TL : DR It’s long and about abuse. Not particularly well written, but it’s mundane, perhaps pointless and I though I’d share:
“Tokyo, how are you feeling?”
What a seemingly normal, perhaps even banal query in a normal household. But like Wile Coyote getting tricked into running off a cliff, the nine-year-old boy was filled with dread, instantaneously away that he was in eminent danger but that there wasn’t a damn thing that anyone could do about it.
“OK,” ventured the kid, since his day had seemed to not be anything out of the ordinary.
Whamph, or whatever sound a kick to the gut makes, knocking the air out of him. Didn’t see that one coming.
The guessing game begins. Now I have been informed that I’m not “OK.” Can I guess what my father has already decided what I’m feeling? There’s more, but take baby steps.
“Proud?” Not terribly likely but let’s get the worst out of the way first.
“Stop lying!” He takes a step forward, face contorted in rage. This doesn’t look good at all.
“Angry!” Yeah, another bad emotion.
“OK, see you don’t have to lie to me.” He steps back.
“Who are you angry with?” He slipped up, gave a vital clue. It’s a person, not a thing.
“Albert” I reply, praying with my entire existence that it’s my older brother that I’m angry with.
He grabs me by the hair with both hands, violently shaking me front and back, back and front, like a terrier will shake a rat to its death.
"DO! NOT! LIE! TO! YOUR! FA! THER!”
Each syllable is punctuated with a head jerking thrust back and then forward and then back and forth again for the next. His fury is bottomless. There is absolutely no reason left in this man. It’s pure emotions, pure rage, pure hatred at this point.
I didn’t mind the kicks. Even if one sent me down the stairs and then off to the ER. That was almost the ideal solution since it ended the interrogation quicker.
Nor the punches. Even when another trip to the ER was required for the stitches on my head from the corner of a hardwood chair.

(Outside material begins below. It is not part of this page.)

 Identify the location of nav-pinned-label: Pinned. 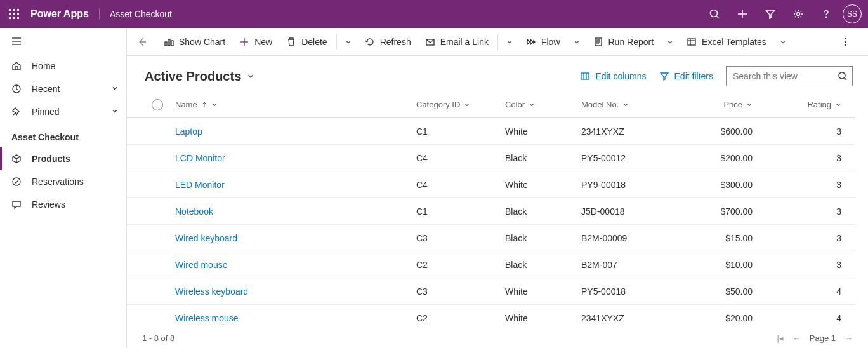
(46, 112).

No, it was this, the out of control shaking which terrorized this kid. It just felt like, well, like I was going to die.
“You?” I guessed.
The shaking stopped. It was him. I had been mad at him.
“See Tokyo, if you just wouldn’t lie to me, then I wouldn’t have to do that.”

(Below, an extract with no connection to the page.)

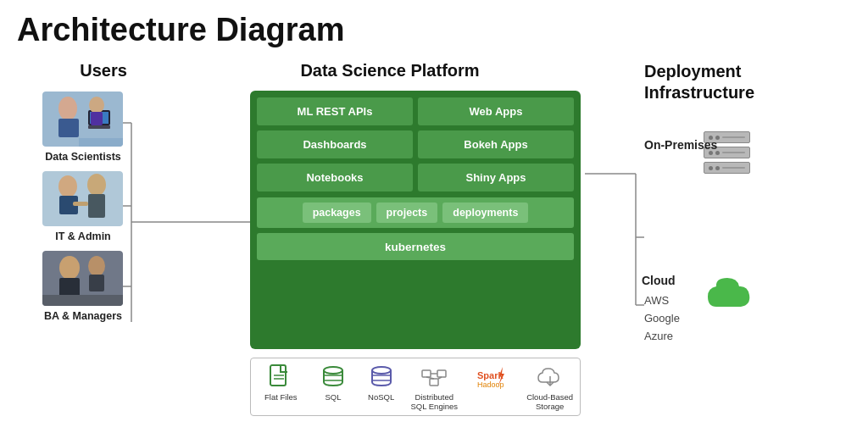  What do you see at coordinates (415, 213) in the screenshot?
I see `tags-row: packages projects deployments` at bounding box center [415, 213].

The funny thing is that this kid believed that. It wasn’t until I was an adult that I found out that my father would somehow construct elaborate stories in his head and then start to believe them. So, he would have decided (1) what I was feeling, (2) why I was feeling that way and (3) why that was wrong.
The hardest part was that he would invent details from whole cloth and that you would have to wholeheartedly agree about everything, including the “fake news.”
So, skipping all the gory details of the rest of the abuse, it came out that:
- I was angry
- With him
- Because he had corrected me the day before.
- But he only did this because he was the priesthood leader of the family and God’s representative.
- I was worthless and a tool of Satan because I didn’t humbly accept this correction and by being angry with him, I was angry with God.
- God doesn’t like boys who are angry with him. Remember those kids that god sent the bear to eat? The ones mocking the prophet in the Old Testament?
So, this was all my fault and that I needed to feel bad and repent. Well, no doubt I felt bad. I did say that I would repent.
I’ve always remembered this incident. There were too many, but this is one that for some reason sticks out.
It got triggered when my therapist asked me “How is Little Tokyo feeling?” How can you explain why your body shuts down when it’s such a simple question? How can you convey the panic, the terror?
Looking back after almost 50 years, the thing which surprises me was the odd finishes to the abuse. You would simply go back to whatever. There was no one to turn to. No one to ask for comfort or help. No adults or children. Mother was a battered wife and she couldn’t help. We kids were too afraid for ourselves. Never told relatives or neighbors.
As a child, you just don’t know any other reality. It’s what it is.